The long summits of Choah and Little Snowbird were completely hidden by a snowstorm. Lower down the trees and bushes were visible. On top the sheets of snow curled and bellied like clothes hung out on a line in a high wind.

Fraser sniffed at the air. He gave another look at the storm raging on top of the mountains. Then he buttoned his short coat to the neck.

“I'd best be getting across that ford,” he said. “Something's about to break loose.”

His anxiety was felt by the other men. They left Hal Swain alone in the store and went out to the sledges. Jim Hawkins climbed up with Sam McEachern, for his cabin was on the same side of the creek as Sam's. Fraser drove away behind them. The sledges with their wooden runners bumped uncomfortably over the rocks in the deep ruts. Sam Wesley slung the sack of meal across his shoulder and limped behind them until he turned to the left toward Possum Hollow.

Half an hour later dark came suddenly over the whole region.

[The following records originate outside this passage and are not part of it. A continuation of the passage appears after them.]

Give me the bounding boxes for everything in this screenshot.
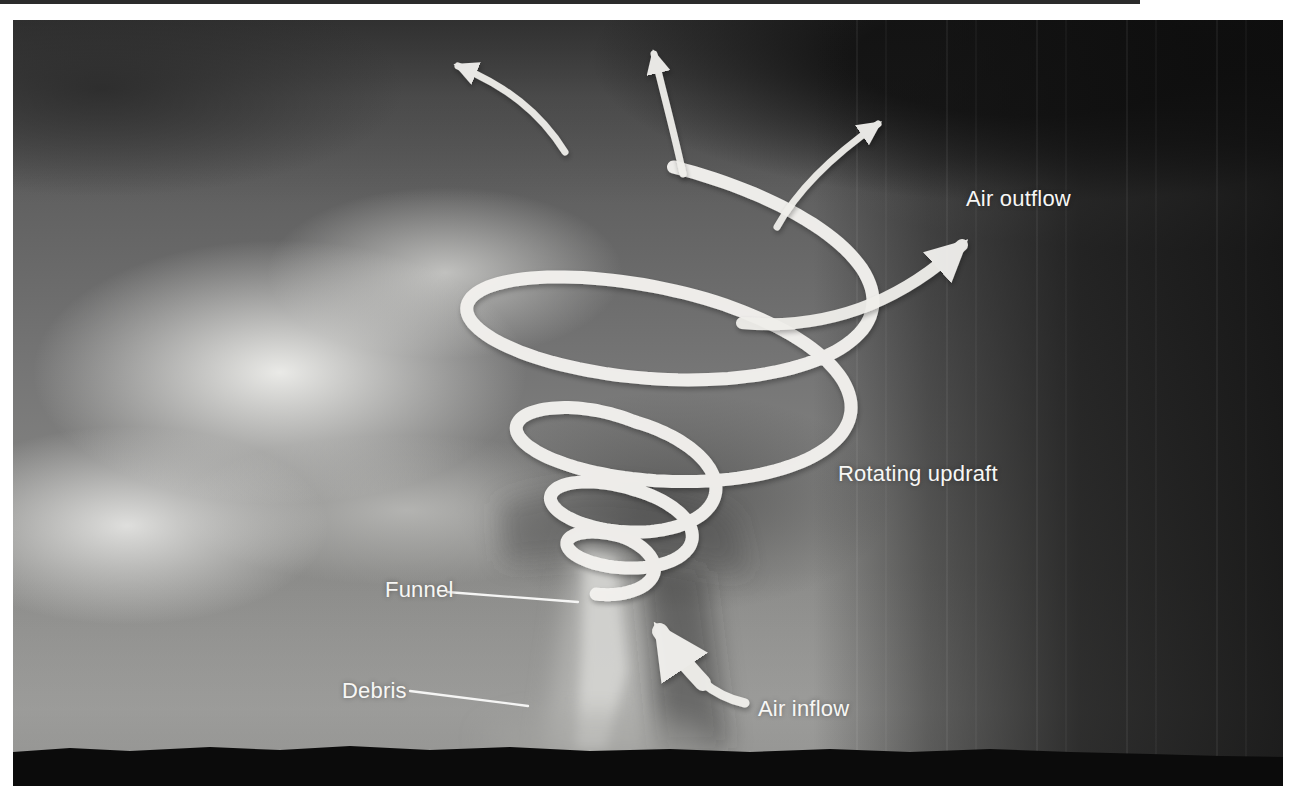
top-strip — [0, 0, 1140, 4]
label-rotating-updraft: Rotating updraft — [838, 461, 998, 487]
figure-canvas: Air outflow Rotating updraft Funnel Debr… — [0, 0, 1302, 790]
label-air-outflow: Air outflow — [966, 186, 1071, 212]
film-scan-streaks — [826, 20, 1283, 786]
label-air-inflow: Air inflow — [758, 696, 849, 722]
tornado-photo — [13, 20, 1283, 786]
label-debris: Debris — [342, 678, 407, 704]
label-funnel: Funnel — [385, 577, 453, 603]
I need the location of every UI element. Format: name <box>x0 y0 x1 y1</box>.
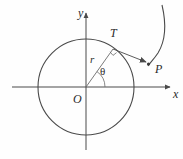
origin-label: O <box>73 93 82 105</box>
involute-curve <box>148 5 165 66</box>
involute-circle-figure: y x O T P r θ <box>0 0 183 159</box>
point-label-P: P <box>155 63 162 75</box>
figure-canvas <box>0 0 183 159</box>
tangent-segment-TP <box>113 49 146 62</box>
radius-label: r <box>90 54 94 65</box>
point-marker-P <box>147 62 150 65</box>
y-axis-label: y <box>78 7 83 19</box>
x-axis-label: x <box>173 88 178 100</box>
point-label-T: T <box>110 27 117 39</box>
angle-label-theta: θ <box>100 66 105 77</box>
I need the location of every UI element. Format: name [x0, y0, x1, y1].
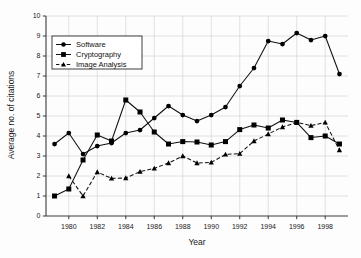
x-tick-label: 1990	[203, 223, 219, 230]
data-point-marker	[138, 128, 143, 133]
y-tick-label: 10	[33, 12, 41, 19]
y-tick-label: 3	[37, 152, 41, 159]
data-point-marker	[81, 158, 86, 163]
y-tick-label: 0	[37, 212, 41, 219]
data-point-marker	[152, 116, 157, 121]
data-point-marker	[223, 105, 228, 110]
data-point-marker	[209, 143, 214, 148]
data-point-marker	[223, 152, 228, 157]
x-tick-label: 1980	[61, 223, 77, 230]
data-point-marker	[209, 113, 214, 118]
data-point-marker	[52, 142, 57, 147]
data-point-marker	[61, 42, 66, 47]
data-point-marker	[251, 138, 256, 143]
series-image-analysis	[66, 120, 342, 198]
data-point-marker	[95, 133, 100, 138]
y-tick-label: 2	[37, 172, 41, 179]
x-tick-label: 1996	[289, 223, 305, 230]
data-point-marker	[195, 119, 200, 124]
data-point-marker	[266, 131, 271, 136]
data-point-marker	[152, 130, 157, 135]
x-tick-label: 1984	[118, 223, 134, 230]
legend-label: Cryptography	[76, 50, 121, 59]
data-point-marker	[123, 131, 128, 136]
data-point-marker	[237, 84, 242, 89]
data-point-marker	[123, 98, 128, 103]
data-point-marker	[337, 72, 342, 77]
data-point-marker	[266, 39, 271, 44]
x-tick-label: 1986	[146, 223, 162, 230]
y-tick-label: 4	[37, 132, 41, 139]
data-point-marker	[195, 140, 200, 145]
data-point-marker	[280, 42, 285, 47]
x-tick-label: 1988	[175, 223, 191, 230]
chart-legend: SoftwareCryptographyImage Analysis	[52, 36, 142, 69]
data-point-marker	[95, 169, 100, 174]
data-point-marker	[323, 34, 328, 39]
data-point-marker	[337, 147, 342, 152]
data-point-marker	[95, 144, 100, 149]
x-tick-label: 1998	[317, 223, 333, 230]
x-tick-label: 1994	[260, 223, 276, 230]
data-point-marker	[52, 194, 57, 199]
data-point-marker	[180, 113, 185, 118]
data-point-marker	[209, 160, 214, 165]
data-point-marker	[252, 66, 257, 71]
data-point-marker	[251, 123, 256, 128]
data-point-marker	[166, 104, 171, 109]
y-tick-label: 8	[37, 52, 41, 59]
y-tick-label: 1	[37, 192, 41, 199]
citations-line-chart: 1980198219841986198819901992199419961998…	[0, 0, 361, 258]
y-tick-label: 6	[37, 92, 41, 99]
y-tick-labels: 012345678910	[33, 12, 41, 219]
data-point-marker	[81, 152, 86, 157]
legend-label: Software	[76, 40, 106, 49]
x-tick-label: 1982	[89, 223, 105, 230]
y-tick-label: 9	[37, 32, 41, 39]
x-tick-label: 1992	[232, 223, 248, 230]
y-tick-label: 5	[37, 112, 41, 119]
series-line	[69, 122, 340, 196]
data-point-marker	[66, 187, 71, 192]
data-point-marker	[66, 131, 71, 136]
data-point-marker	[280, 118, 285, 123]
y-tick-label: 7	[37, 72, 41, 79]
series-cryptography	[52, 98, 342, 199]
y-axis-title: Average no. of citations	[6, 71, 16, 160]
data-point-marker	[180, 139, 185, 144]
x-axis-title: Year	[188, 237, 205, 247]
data-point-marker	[61, 52, 66, 57]
data-point-marker	[309, 38, 314, 43]
data-point-marker	[138, 110, 143, 115]
data-point-marker	[166, 142, 171, 147]
data-point-marker	[237, 127, 242, 132]
data-point-marker	[308, 135, 313, 140]
chart-figure: 1980198219841986198819901992199419961998…	[0, 0, 361, 258]
data-point-marker	[223, 139, 228, 144]
data-point-marker	[323, 134, 328, 139]
data-point-marker	[323, 120, 328, 125]
data-point-marker	[109, 139, 114, 144]
data-point-marker	[166, 160, 171, 165]
data-point-marker	[294, 31, 299, 36]
x-tick-labels: 1980198219841986198819901992199419961998	[61, 223, 333, 230]
data-point-marker	[266, 126, 271, 131]
legend-label: Image Analysis	[76, 60, 127, 69]
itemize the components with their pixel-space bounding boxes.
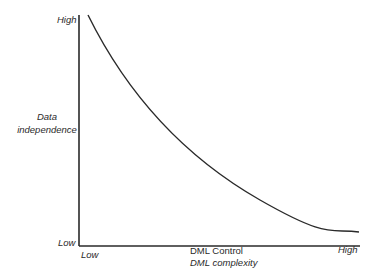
y-axis-title: Data independence [14,110,80,136]
x-tick-low: Low [81,249,98,260]
data-curve [88,15,359,232]
y-axis-title-line2: independence [14,123,80,136]
y-tick-low: Low [58,237,75,248]
chart-canvas [0,0,378,280]
x-tick-high: High [338,244,358,255]
x-axis-title: DML Control [190,245,243,256]
x-axis-subtitle: DML complexity [190,257,257,268]
y-tick-high: High [57,14,77,25]
y-axis-title-line1: Data [14,110,80,123]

Thick whirlwinds of snow filled the coves and valleys so that each isolated cabin was cut off more than ever from the world around it. The wind howled through the trees like a pack of hounds let loose.

Doors were shut against the storm except in places where the men were out hunting for the precious animals they had neglected to shelter. At these cabins there was much activity. Women stood outside the doors with the snow stinging their faces like wasps and called to their men, or crawled to meet them, trying to make their shrill voices heard above the wind. The excited cries went on until the absent ones staggered in.

The same thing was repeated in Siler's Cove, where the McClure cabin sat far down between mountains. In fair weather it was like a tiny boat in the trough of huge waves. Since the blizzard began the cabin was obliterated. It had become a part of the blank whiteness from which nothing stood out.

Granpap Kirkland and Emma McClure's two sons had ventured out to find the steer and cow. When they did not return Emma stood outside the door and screamed to them. She could not stand long against the strong wind. It blew her against the wall of the cabin with the force of a strong man's fist. Leaning over she held to the woodblock that served as a step and kept up intermittent screams until the others returned. They came crawling on hands and knees, and she did not see them until they were right on her, and Granpap called into her ear that they were safe.